Deborah Fisher is the founding Executive Director of A Blade of Grass, and a strategic and philanthropic advisor to Shelley and Donald Rubin. She also currently serves on the board of the Center for Artistic Activism.
Fisher is a practicing artist and creative leader working to expand the roles art and artists play within communities. She has worked in many capacities at the intersection of art and civic life in New York City, including as studio manager at Socrates Sculpture Park, and as an educator and curriculum developer for the Brooklyn Center for the Urban Environment. She writes and lectures internationally about her own practice, arts funding, and socially engaged art, for Temporary Art Review, Americans for the Arts, Queens Museum, Hammer Museum, Otis College of Art and Design, Portland State University, and Center for Contemporary Art Tel Aviv. Fisher has also participated in a number of roundtables and planning sessions that seek to improve arts funding and understand the impact of and enrich discourse around socially engaged art, including the NYC Cultural Agenda; Arts and Impact Think Tank at Arts Research Center at UC Berkeley; Creative Change, an initiative of the Opportunity Agenda; and the Art and Social Justice Working Group initiative of the Vera List Center for Art and Politics at the New School.
Fisher’s art practice is largely organized around public sculpture and social projects, and is focused on how systems of value, waste, and meaning are created, both materially and socially. She has been commissioned for large-scale public sculptures by the Hudson Valley Center for Contemporary Art and Middlebury College’s Art in Public Places program. Her artwork has been featured in publications including Street Art NYC, Sculpture Magazine, The New York Times, New York Daily News, WNYC’s Morning Edition, and Weekend America.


** WHAT NEEDS TO BE DONE **
Please return all of the entries below exactly as they are written.

** INPUT RECORDS **

--- START ---

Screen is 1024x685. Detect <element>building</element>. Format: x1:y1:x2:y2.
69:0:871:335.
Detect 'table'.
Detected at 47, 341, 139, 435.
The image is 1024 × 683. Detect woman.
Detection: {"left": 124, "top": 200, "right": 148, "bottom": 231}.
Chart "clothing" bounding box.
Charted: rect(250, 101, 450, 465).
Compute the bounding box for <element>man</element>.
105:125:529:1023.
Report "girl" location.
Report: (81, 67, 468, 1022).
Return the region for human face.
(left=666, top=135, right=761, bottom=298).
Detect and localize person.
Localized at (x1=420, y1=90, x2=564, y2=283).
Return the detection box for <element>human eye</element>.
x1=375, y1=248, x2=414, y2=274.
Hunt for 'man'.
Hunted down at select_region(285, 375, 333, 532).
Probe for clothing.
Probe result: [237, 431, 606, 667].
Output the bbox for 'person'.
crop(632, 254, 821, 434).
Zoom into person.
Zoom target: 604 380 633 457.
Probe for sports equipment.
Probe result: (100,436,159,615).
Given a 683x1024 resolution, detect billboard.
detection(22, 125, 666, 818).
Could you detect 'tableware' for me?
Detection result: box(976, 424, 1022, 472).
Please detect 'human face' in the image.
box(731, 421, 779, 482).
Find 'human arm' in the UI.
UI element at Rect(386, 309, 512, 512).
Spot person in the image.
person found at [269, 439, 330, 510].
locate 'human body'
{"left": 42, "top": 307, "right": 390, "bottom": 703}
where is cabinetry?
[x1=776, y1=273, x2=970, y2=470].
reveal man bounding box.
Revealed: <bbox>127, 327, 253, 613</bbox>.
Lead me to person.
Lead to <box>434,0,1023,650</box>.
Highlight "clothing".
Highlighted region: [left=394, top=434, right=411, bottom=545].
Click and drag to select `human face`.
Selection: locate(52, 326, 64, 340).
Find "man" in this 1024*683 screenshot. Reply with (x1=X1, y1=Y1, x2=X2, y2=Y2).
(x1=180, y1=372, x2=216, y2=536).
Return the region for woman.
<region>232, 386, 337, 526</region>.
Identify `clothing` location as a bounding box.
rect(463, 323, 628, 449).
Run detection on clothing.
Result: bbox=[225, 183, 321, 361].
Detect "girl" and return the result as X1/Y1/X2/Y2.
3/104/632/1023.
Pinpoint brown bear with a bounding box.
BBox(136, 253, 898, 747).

--- END ---

** ANSWER FOR THIS EXERCISE **
Screen is 1024x685. Detect <element>building</element>. Format: x1:y1:x2:y2.
69:0:871:335.
Detect 'table'.
Detected at 47, 341, 139, 435.
The image is 1024 × 683. Detect woman.
Detection: {"left": 124, "top": 200, "right": 148, "bottom": 231}.
Chart "clothing" bounding box.
Charted: rect(250, 101, 450, 465).
Compute the bounding box for <element>man</element>.
105:125:529:1023.
Report "girl" location.
Report: (81, 67, 468, 1022).
Return the region for human face.
(left=666, top=135, right=761, bottom=298).
Detect and localize person.
Localized at (x1=420, y1=90, x2=564, y2=283).
Return the detection box for <element>human eye</element>.
x1=375, y1=248, x2=414, y2=274.
Hunt for 'man'.
Hunted down at select_region(285, 375, 333, 532).
Probe for clothing.
Probe result: [237, 431, 606, 667].
Output the bbox for 'person'.
crop(632, 254, 821, 434).
Zoom into person.
Zoom target: 604 380 633 457.
Probe for sports equipment.
Probe result: (100,436,159,615).
Given a 683x1024 resolution, detect billboard.
detection(22, 125, 666, 818).
Could you detect 'tableware' for me?
Detection result: box(976, 424, 1022, 472).
Please detect 'human face' in the image.
box(731, 421, 779, 482).
Find 'human arm' in the UI.
UI element at Rect(386, 309, 512, 512).
Spot person in the image.
person found at [269, 439, 330, 510].
locate 'human body'
{"left": 42, "top": 307, "right": 390, "bottom": 703}
where is cabinetry?
[x1=776, y1=273, x2=970, y2=470].
reveal man bounding box.
Revealed: <bbox>127, 327, 253, 613</bbox>.
Lead me to person.
Lead to <box>434,0,1023,650</box>.
Highlight "clothing".
Highlighted region: [left=394, top=434, right=411, bottom=545].
Click and drag to select `human face`.
Selection: locate(52, 326, 64, 340).
Find "man" in this 1024*683 screenshot. Reply with (x1=X1, y1=Y1, x2=X2, y2=Y2).
(x1=180, y1=372, x2=216, y2=536).
Return the region for woman.
<region>232, 386, 337, 526</region>.
Identify `clothing` location as a bounding box.
rect(463, 323, 628, 449).
Run detection on clothing.
Result: bbox=[225, 183, 321, 361].
Detect "girl" and return the result as X1/Y1/X2/Y2.
3/104/632/1023.
Pinpoint brown bear with a bounding box.
BBox(136, 253, 898, 747).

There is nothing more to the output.